Arlo Parks’ ‘The Soft Machine’ Review
By Maura Johnston
On first listen, the second album from London singer-songwriter Arlo Parks sounds like something to luxuriate in; Parks sings and lays down poetry over plush textures and simmering beats. But a closer listen reveals that these pillowy structures are, in fact, cushions against the blows of modern life—bulwarks that keep Parks’ self, the "soft machine" referenced in the album title, moving without cutting herself off or suffering too much long-term damage.
Parks is a pop prodigy; she got noticed by a management company as a teen and won the 2021 Mercury Prize with her debut album Collapsed in Sunbeams, which came out when she was months away from turning 21. That album's blend of bedroom-pop sensibilities and intricately detailed lyrics felt very in tune with the homespun vibes of the early pandemic, even as the experiences described by Parks’ supple, soothing voice possessed a depth that indicated boundless curiosity.
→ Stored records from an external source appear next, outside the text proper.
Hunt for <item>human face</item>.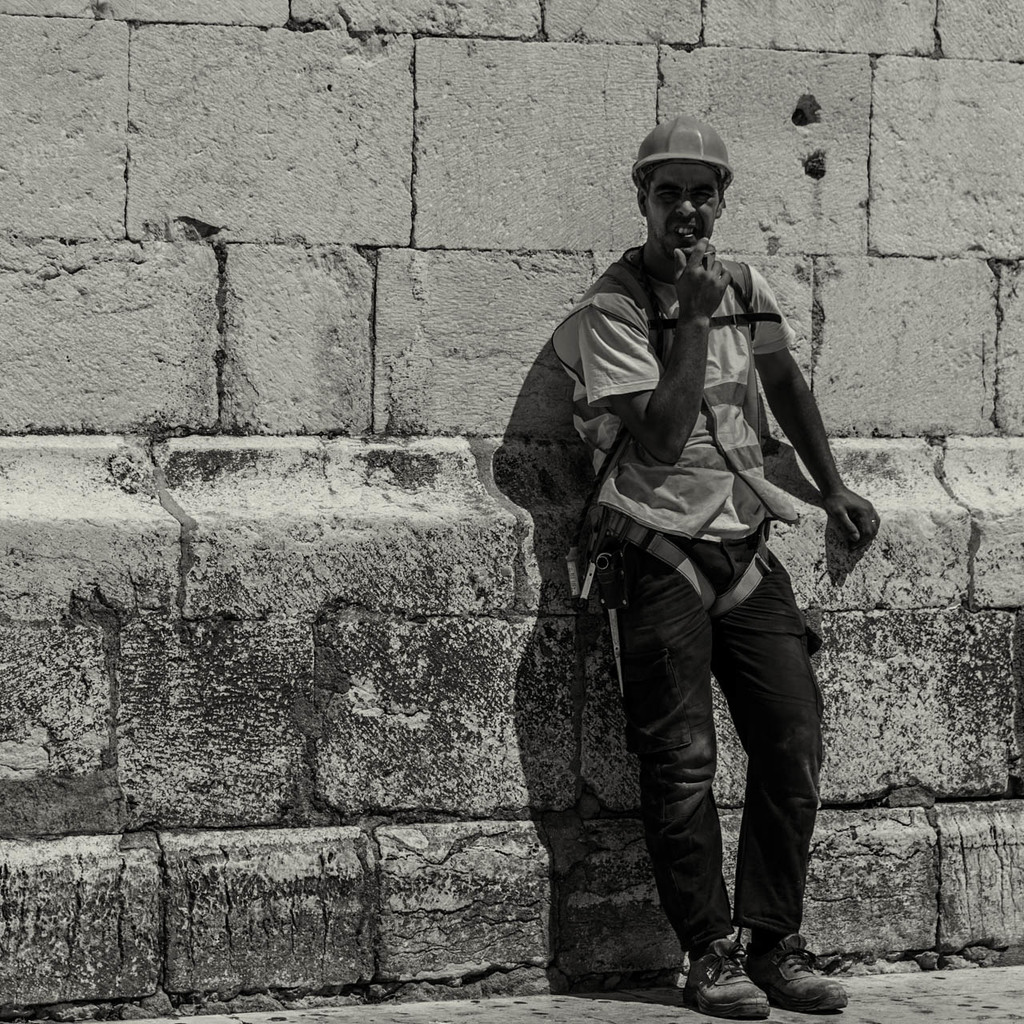
Hunted down at <bbox>650, 165, 714, 253</bbox>.
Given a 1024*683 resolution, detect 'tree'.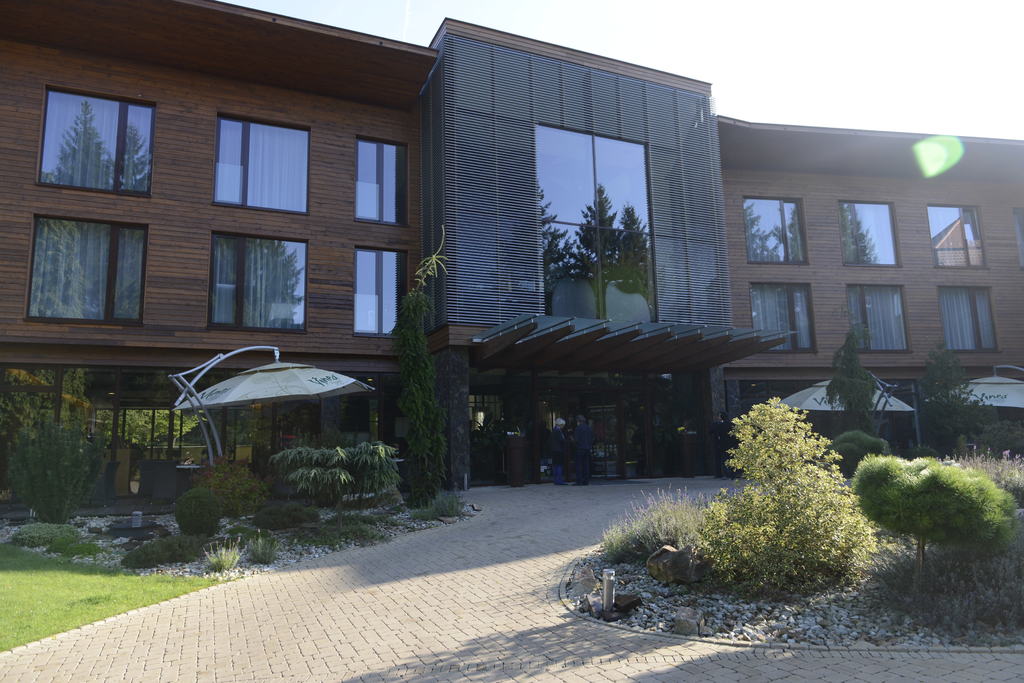
BBox(386, 225, 452, 508).
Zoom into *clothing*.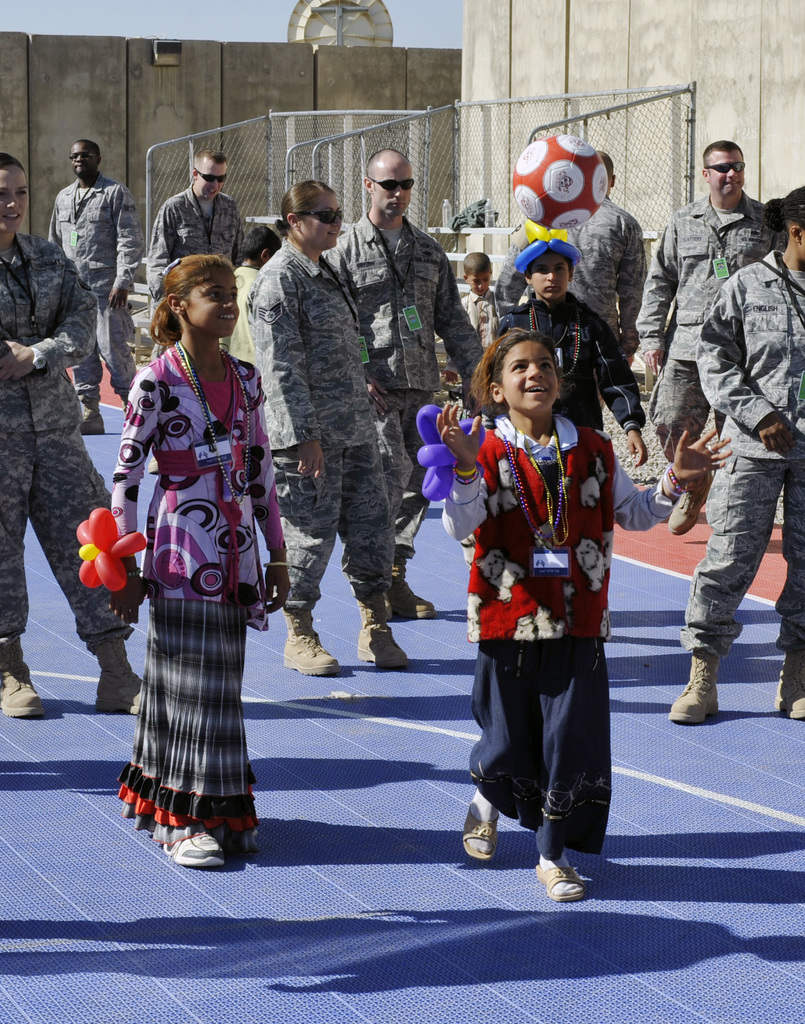
Zoom target: x1=106 y1=296 x2=272 y2=819.
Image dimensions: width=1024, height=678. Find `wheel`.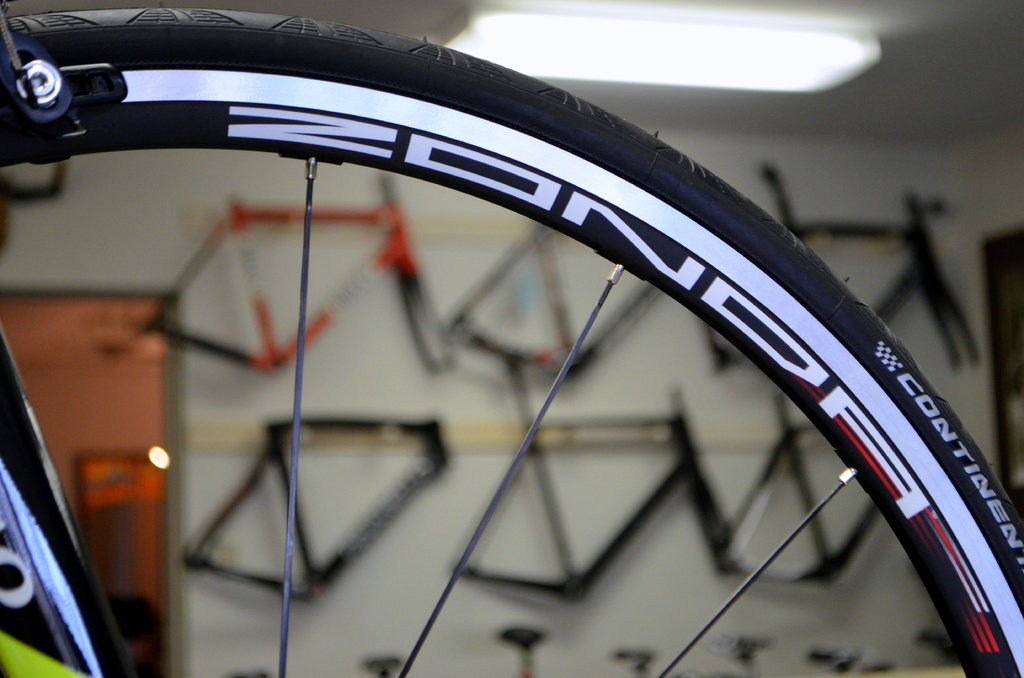
x1=10 y1=35 x2=72 y2=133.
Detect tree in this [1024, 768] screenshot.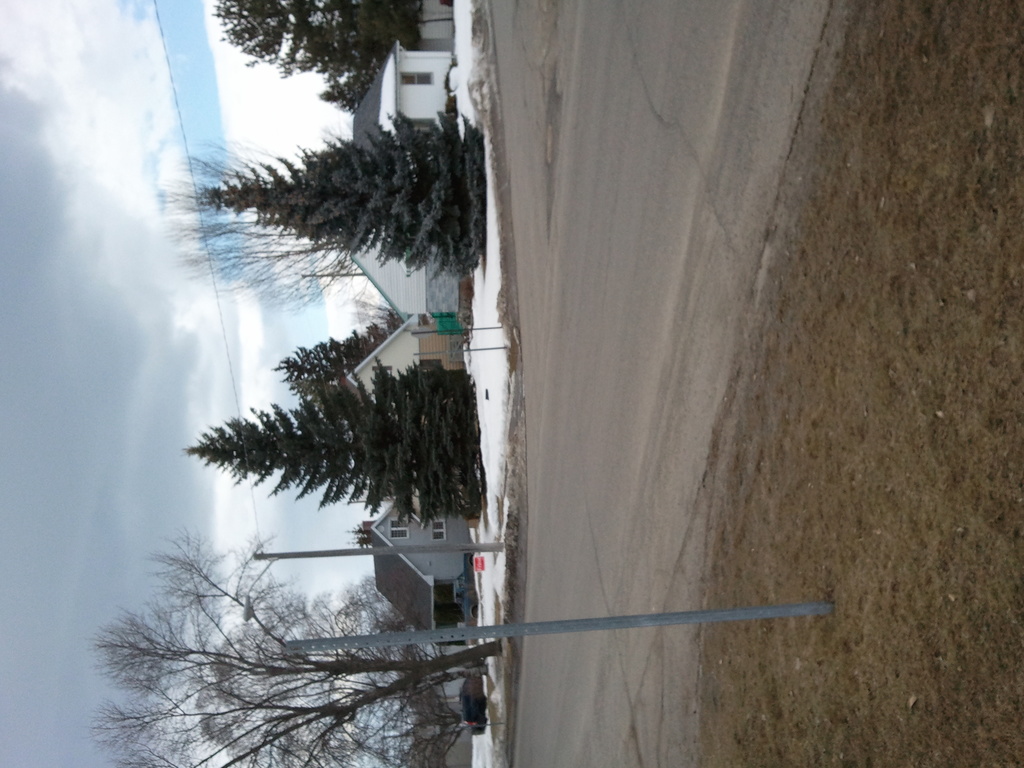
Detection: 209 0 419 121.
My Soft Machine expands that sonic palette while also digging in deeper emotionally—even when Parks is describing the ways in which she tries to numb out. "I wish I was bruiseless," she mumurs on the album's dreamy opener, rueing her own lost innocence while regretting her powerlessness against shielding others from malevolent forces, including all the complex, not-always-positive feelings tied up in the word "love."
Parks has a skill for inviting listeners not only into her mind, but into her immediate environment, and the effects bring her racing emotions right to the forefront. The gently groove-forward "Blades" places Parks’ longing for an ex-intimate amidst a party outfitted with totems of the good life—Diptyque candles, tequila cocktails—that only make the "regret… flowering inside me while I’m scooping ice" hit harder. "Purple Phase" is a rain-slicked chronicle of seeing a friend in crisis, Parks’ asides about the possibility of her depressed companion getting better—"I just want to see her iridescent charming cats down from trees," she exclaims in a sing-song voice—contrasting sharply with the images of her falling into depression.
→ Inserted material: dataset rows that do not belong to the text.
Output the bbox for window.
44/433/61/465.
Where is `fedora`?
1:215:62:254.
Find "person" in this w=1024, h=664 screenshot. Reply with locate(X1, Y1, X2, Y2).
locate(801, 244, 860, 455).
That talent extends to Parks’ cheerier moments, too. The grunge-soul love song "Devotion" explodes into a chunky riff at its climax, its lyrical references to Deftones and Kim Deal becoming alive in its 2023 vision of the alt-rock era's poppiest peaks. "Impurities" is a sun-dappled love song where cascades of synth wash over a smoothly sauntering beat; Parks is fully enthralled in the idea of being seen as a full human—"I radiate like a star… when you embrace all my impurities," she trills on the chorus, secure enough in herself to be okay with any flaws her lover might have: "Don't hide the bruise, I know it's hard to be alive sometimes."
On the darkly hued "Puppy," she offers a glimpse of one of those times as she recounts her sympathies for a friend who's lost his mother—but she gazes inward with a more gimlet eye, musing, "And I’ve never felt like loss like that/ And I pray I don't have to." Of course, the prospect of "things [that] hurt forever" is always lurking, and Parks knows this; the pensive, layered "I’m Sorry" admits it, with Parks—surrounded by synths and a buried-in-the-mix arpeggiated guitar—apologizing for her inability to let people in because "it's easier to be numb."
"You got me feeling hyper real/ And I wanna belong to you," Parks sings on "Dog Rose," which pairs pointillistic lyrics with swirling guitars in a way that evokes early infatuation's headiest mind-benders. Parks’ second album shows her hyper-real point of view, seizing on details in a way to figure out her place in the world, one where she can feel pure joy while bracing herself and her loved ones against life's slings and arrows.